The world must be peopled
By Phil Lawler ( bio - articles - email ) | Jan 19, 2024
For a while back in the 1980s, when Leila and I were outnumbered by babies and toddlers in the household, we subscribed to a service that provided us with clean laundered cloth diapers. It was a competitive business at the time— similar services were anxious for customers— and the service was excellent. Among other things, the company sent us a weekly newsletter, full of helpful hints for new parents.
And advertisements— for contraceptives.
I realize that the newsletter was aimed at new parents: the primary market for contraceptives. (For that matter the newsletter might be read as the new parents are changing messy diapers: a time when they could be reconsidering the blessings of childbirth.) Still, why would a company whose ultimate customers are newborn babies want to carry ads for pharmaceuticals that promise to prevent the appearance of newborn babies? Sure, the drug companies offered short-term payments for the ads. But in the long run, the diaper company needed babies.
Perhaps not entirely by coincidence the company that provided us with those neatly laundered diapers no longer exists, nor do its main competitors. They couldn’t compete with the convenience of disposable diapers. Yet I still wonder whether they properly understood their long-term interests.
These thoughts came to mind as I saw the news that a diaper company, EveryLife, has taken out billboards in New York’s Times Square, quoting Elon Musk’s statement: “Having Children is Saving the World.” That marketing strategy makes sense: If you’re selling diapers, you have a keen interest in babies.
“There’s a profound need for more children in the world, and EveryLife is here to take a bold stance that we disagree with population-control ideologies,” announces Sarah Gabel Seifert, the chief executive of the firm. Sure, she has a vested interest in reversing the birth dearth, since she’s selling diapers. But the rest of us have the same interest, insofar as we want young people to finance our Social Security checks, to buy our homes when we downsize, to care for us when we can no longer care for ourselves— not to mention, to bring joy into our lives.
The late Senator Daniel Patrick Moynihan, while serving as a Harvard professor, remarked that the most important decision in the realm of social policy is not made by lawmakers in Washington but by married couples: the decision whether or not to have children. The way young couples answer that question speaks volumes about the health of a society. Do we think of life as a gift to be shared with future generations or as a burden to be born grudgingly? Do we want to share our happiness generously or hoard it for ourselves? Are we creating a larger market for Huggies or for Depends?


■ What you are asked to do
Print the records below exactly, and do not carry over any picture.

■ Records for the exercise
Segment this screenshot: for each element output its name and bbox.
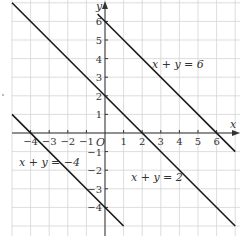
line-label-x-plus-y-6: x + y = 6	[152, 58, 204, 71]
y-axis-arrow-icon	[102, 1, 108, 9]
line-label-x-plus-y-minus-4: x + y = −4	[19, 156, 80, 169]
x-tick-label: −1	[79, 136, 94, 147]
x-tick-label: 3	[158, 136, 164, 147]
grid-lines	[12, 0, 240, 236]
y-tick-label: 1	[96, 109, 102, 120]
x-axis-label: x	[230, 118, 237, 131]
x-tick-label: 4	[176, 136, 182, 147]
x-tick-label: 5	[195, 136, 201, 147]
x-tick-label: 6	[213, 136, 219, 147]
stray-dot	[2, 94, 4, 96]
y-tick-label: −2	[87, 165, 102, 176]
x-tick-label: −2	[60, 136, 75, 147]
line-label-x-plus-y-2: x + y = 2	[131, 171, 183, 184]
y-tick-label: 3	[96, 72, 102, 83]
line-x-y-6	[98, 14, 236, 152]
tick-labels: −4−3−2−1123456−4−3−2−1123456	[23, 16, 220, 213]
coordinate-plane: −4−3−2−1123456−4−3−2−1123456 x y O x + y…	[0, 0, 242, 236]
x-tick-label: 1	[120, 136, 126, 147]
x-tick-label: 2	[139, 136, 145, 147]
y-tick-label: 5	[96, 35, 102, 46]
y-tick-label: −3	[87, 184, 102, 195]
origin-label: O	[96, 136, 105, 149]
y-axis-label: y	[95, 0, 103, 13]
y-tick-label: −4	[87, 202, 102, 213]
y-tick-label: 4	[96, 54, 102, 65]
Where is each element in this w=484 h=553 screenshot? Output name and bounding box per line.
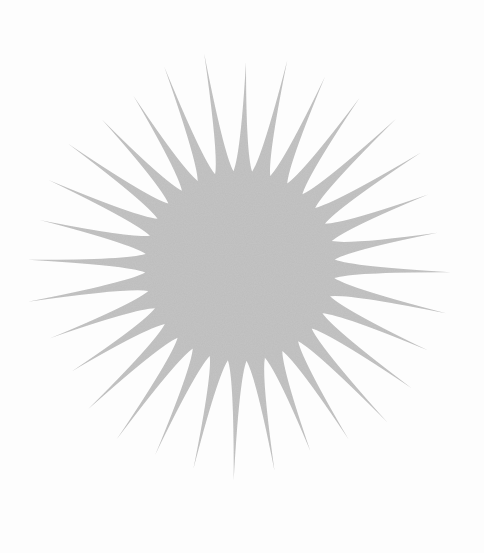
illustration-canvas: Gray starburst (sun) illustration on a n… — [0, 0, 484, 553]
starburst-sun-icon — [0, 0, 484, 553]
starburst-shape — [28, 53, 451, 480]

■ Result of this task
Segment this screenshot: for each element output its name and bbox.
line-label-x-plus-y-6: x + y = 6	[152, 58, 204, 71]
y-axis-arrow-icon	[102, 1, 108, 9]
line-label-x-plus-y-minus-4: x + y = −4	[19, 156, 80, 169]
x-tick-label: −1	[79, 136, 94, 147]
x-tick-label: 3	[158, 136, 164, 147]
grid-lines	[12, 0, 240, 236]
y-tick-label: 1	[96, 109, 102, 120]
x-axis-label: x	[230, 118, 237, 131]
x-tick-label: 4	[176, 136, 182, 147]
x-tick-label: 5	[195, 136, 201, 147]
x-tick-label: 6	[213, 136, 219, 147]
stray-dot	[2, 94, 4, 96]
y-tick-label: −2	[87, 165, 102, 176]
x-tick-label: −2	[60, 136, 75, 147]
line-label-x-plus-y-2: x + y = 2	[131, 171, 183, 184]
y-tick-label: 3	[96, 72, 102, 83]
line-x-y-6	[98, 14, 236, 152]
tick-labels: −4−3−2−1123456−4−3−2−1123456	[23, 16, 220, 213]
coordinate-plane: −4−3−2−1123456−4−3−2−1123456 x y O x + y…	[0, 0, 242, 236]
x-tick-label: 1	[120, 136, 126, 147]
x-tick-label: 2	[139, 136, 145, 147]
y-tick-label: 5	[96, 35, 102, 46]
y-tick-label: −3	[87, 184, 102, 195]
origin-label: O	[96, 136, 105, 149]
y-axis-label: y	[95, 0, 103, 13]
y-tick-label: −4	[87, 202, 102, 213]
y-tick-label: 4	[96, 54, 102, 65]
Where is each element in this w=484 h=553 screenshot? Output name and bounding box per line.
illustration-canvas: Gray starburst (sun) illustration on a n… — [0, 0, 484, 553]
starburst-sun-icon — [0, 0, 484, 553]
starburst-shape — [28, 53, 451, 480]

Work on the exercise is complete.